Anderson-DuBose distributes your Big Mac


By Kalea Hall

khall@vindy.com

LORDSTOWN

How the food at local McDonald’s and Chipotle restaurants makes it to those eateries isn’t really a thought to hungry customers taking a bite into a Big Mac.

Little do they know that their meal — down to the cup they drink out of — was distributed out of the Anderson-DuBose Co. on Tod Avenue in Lordstown, where about 200 diligently work to take orders then unload, stock, replenish and deliver food and paper products to area restaurants and places in three other states.

The company relocated its Cleveland and Pittsburgh operations a few years ago to Lordstown to centralize the operations between the two markets.

“It has great access to the turnpike,” said Warren Anderson, owner of the company. “We were able to add rail.”

Just one of those rail cars represents four truckloads of hash browns and french fries.

“That’s a tremendous amount of efficiency in taking those trucks off of the road,” Anderson said.

The story of the local plant’s efficient operation really starts with Anderson. The Ypsilanti, Mich., native became a businessman after he was fired from a job as a media professional.

“I decided I didn’t want to work for anyone again,” Anderson said.

He started networking with a few contacts he had from his previous job and learned about the distribution side of McDonald’s. In 1991, he bought a McDonald’s distribution center in Solon.

“I had a tremendous support system,” Anderson said. “My business is about managing people and resources. I think you can in any business manage [those]. I was able to translate my skill set.”

Anderson later took on another distribution center in Carnegie, Pa.

Just six years after owning his first business in 1997, Anderson received the Ernst & Young Recognition for entrepreneur of the year. He said he is most proud of this achievement because it is the equivalent to a Tony Award.

“It is the pinnacle of a business award,” he said.

As Anderson-Dubose grew its distribution list, so grew the company’s opportunities.

The Solon and Carnegie plants were both older plants in need of improvement, Anderson said. Also a study showed it made sense, economically, to build the Lordstown plant.

The $28 million investment here began with a groundbreaking in July 2011.

“Lordstown was business-environment-friendly,” said Dave Aubin, director of distribution. “We had looked at a location in North Jackson, and this location came in at the 11th hour and the 59th minute.”

The plant sits on about 20 acres of a site that extends to 39, so there is room for growth. The process of serving 479 McDonald’s restaurants in Ohio, Pennsylvania and West Virginia and about 90 Chipotle restaurants in Pennsylvania, Ohio and New York is constant. The 160,000-square-foot plant is basically in operation 24/7 to make sure those restaurants have what they need to serve.

“The McDonald’s system is very advanced in its way of handling inventory,” Aubin said. “The orders we take today we will start delivering tonight.”

The orders start coming through the system at 8:30 a.m. every day. These orders are generated electronically the previous day. Chipotle also has an electronic ordering system that is completely separate from McDonald’s.

“It is pretty complex,” Aubin said of the distribution process.

But the team at Anderson-Dubose appears to work as efficiently as possible. Inside the plant, forklifts are on the move to place products on pallets, or move them out. The warehouse has a separate section for the dry products, the 35-degree produce cooler and the minus-5-degree freezer section.

The modern facility has allowed for improved operations at the plant.

“It has improved our capabilities for food safety,” Aubin said.

The Anderson-Dubose company has received a plethora of awards that are on display in the company lobby, in addition to the Ronald McDonald pictures and several articles on the company.

The company won the 2014 McDonald’s U.S. Supplier Summit “Teamwork Award”; McDonald’s North American Logistics Council Platinum Award for food quality programs in 2013 and 2014; and several others.

The company placed No. 6 on Black Enterprise magazine’s Top 100 largest black-owned businesses in the nation.

Black Enterprise notes the company’s 2014 revenue at $545,701,000.

Anderson, who also owns Anderson-Dubose of Rochester, N.Y., a beer-distributing company in Oklahoma and a leasing company, is happy with the way things turned out after he lost that job.

His tip to business owners and future business owners: “Have the ability to withstand a lot of pain.”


# Exercise:
The answer must consist of each line below that contains the string "Percent".

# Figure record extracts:
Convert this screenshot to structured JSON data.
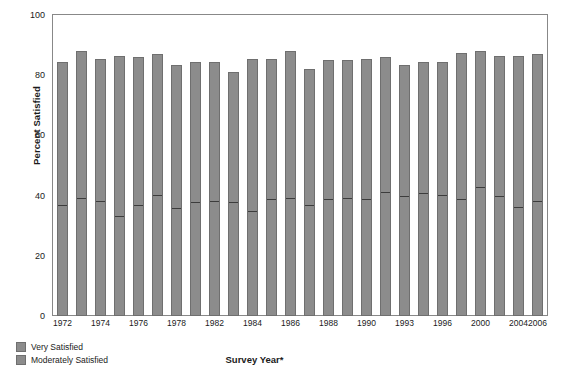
{
  "chart_data": {
    "type": "bar",
    "subtype": "stacked-vertical",
    "title": "",
    "xlabel": "Survey Year*",
    "ylabel": "Percent Satisfied",
    "ylim": [
      0,
      100
    ],
    "yticks": [
      0,
      20,
      40,
      60,
      80,
      100
    ],
    "grid": false,
    "legend_position": "bottom-left",
    "categories": [
      "1972",
      "1973",
      "1974",
      "1975",
      "1976",
      "1977",
      "1978",
      "1980",
      "1982",
      "1983",
      "1984",
      "1985",
      "1986",
      "1987",
      "1988",
      "1989",
      "1990",
      "1991",
      "1993",
      "1994",
      "1996",
      "1998",
      "2000",
      "2002",
      "2004",
      "2006"
    ],
    "tick_labels": [
      "1972",
      "1974",
      "1976",
      "1978",
      "1982",
      "1984",
      "1986",
      "1988",
      "1990",
      "1993",
      "1996",
      "2000",
      "2004",
      "2006"
    ],
    "series": [
      {
        "name": "Very Satisfied",
        "color": "#8c8c8c",
        "values": [
          36.5,
          39.0,
          38.0,
          33.0,
          36.5,
          40.0,
          35.5,
          37.5,
          38.0,
          37.5,
          34.5,
          38.5,
          39.0,
          36.5,
          38.5,
          39.0,
          38.5,
          41.0,
          39.5,
          40.5,
          40.0,
          38.5,
          42.5,
          39.5,
          36.0,
          38.0
        ]
      },
      {
        "name": "Moderately Satisfied",
        "color": "#8c8c8c",
        "values": [
          48.0,
          49.0,
          47.5,
          53.5,
          49.5,
          47.0,
          48.0,
          46.0,
          46.5,
          43.5,
          51.0,
          47.0,
          49.0,
          45.5,
          46.5,
          46.0,
          47.0,
          45.0,
          44.0,
          44.0,
          44.5,
          49.0,
          45.5,
          47.0,
          50.5,
          49.0
        ]
      }
    ],
    "totals": [
      84.5,
      88.0,
      85.5,
      86.5,
      86.0,
      87.0,
      83.5,
      84.5,
      84.5,
      81.0,
      85.5,
      85.5,
      88.0,
      82.0,
      85.0,
      85.0,
      85.5,
      86.0,
      83.5,
      84.5,
      84.5,
      87.5,
      88.0,
      86.5,
      86.5,
      87.0
    ]
  },
  "axes": {
    "y_title": "Percent Satisfied",
    "x_title": "Survey Year*",
    "y_tick_labels": [
      "0",
      "20",
      "40",
      "60",
      "80",
      "100"
    ]
  },
  "legend": {
    "items": [
      {
        "label": "Very Satisfied",
        "color": "#8c8c8c"
      },
      {
        "label": "Moderately Satisfied",
        "color": "#8c8c8c"
      }
    ]
  }
}
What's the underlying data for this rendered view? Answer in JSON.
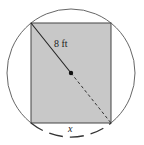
{
  "diagram": {
    "diagonal_label": "8 ft",
    "arc_label": "x",
    "colors": {
      "rectangle_fill": "#c8c8c8",
      "stroke": "#444444",
      "background": "#ffffff"
    },
    "circle": {
      "cx": 71,
      "cy": 73,
      "r": 64
    },
    "rectangle": {
      "x": 31,
      "y": 23,
      "width": 80,
      "height": 100
    },
    "center_point": {
      "x": 71,
      "y": 73
    }
  }
}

# Result for this exercise:
    "ylabel": "Percent Satisfied",
    "y_title": "Percent Satisfied",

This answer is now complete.